Her environs, which has Oakland as its county seat, and 150 cities and counties enacted legislature ahead of the full restriction. Their diligence has eliminated more than five billion plastic shopping bags each year and all the affiliated litter and waste, totaling 66 million pounds of plastic, with Soll’s county, according to Californians Against Waste, reporting a 44 percent decrease in the amount of plastic bags found in storm drains.
The six-month-old ban, like the aforementioned ordinances, calls for 10-cent fees for the individual use of paper bags or thicker, reusable plastic bags.
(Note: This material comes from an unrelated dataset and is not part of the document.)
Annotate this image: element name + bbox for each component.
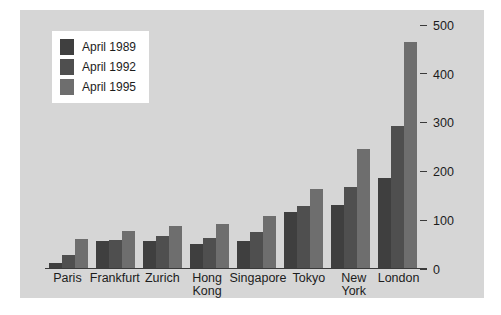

Without the temptation of relying on single-use bags and faced with the prospect of sparing a dime each time the other options meet their eyes and ears, consumers are entering sites with their own containers or are abandoning any carriers.
“The 10-cents charge actually really affects how the consumer behaves at point of sale,” Soll said. “A bag that used to be free and now you’re charging 10 cents [for] actually gives the consumer pause.”
When her unincorporated county kicked off 2013 with the ordinance’s institution, it and 14 incorporated cities gave drug, grocery and liquor stores the chore of nixing the availability of single-use bags. On May 1, the Reusable Bag Law for Alameda County added retail locations, and come November 1, restaurants and food trucks will need to comply. The expanded implementation calls to mind questions of how beneficial the replacement bags are to the environment and how many uses of them must occur to equal one use of the maligned carriers. An Alameda County environmental impact report provides the answers, leaving Soll to surmise, “We do know that once you have a reusable bag and you’re using it over and over, the environmental savings always outweigh something that can be used once.”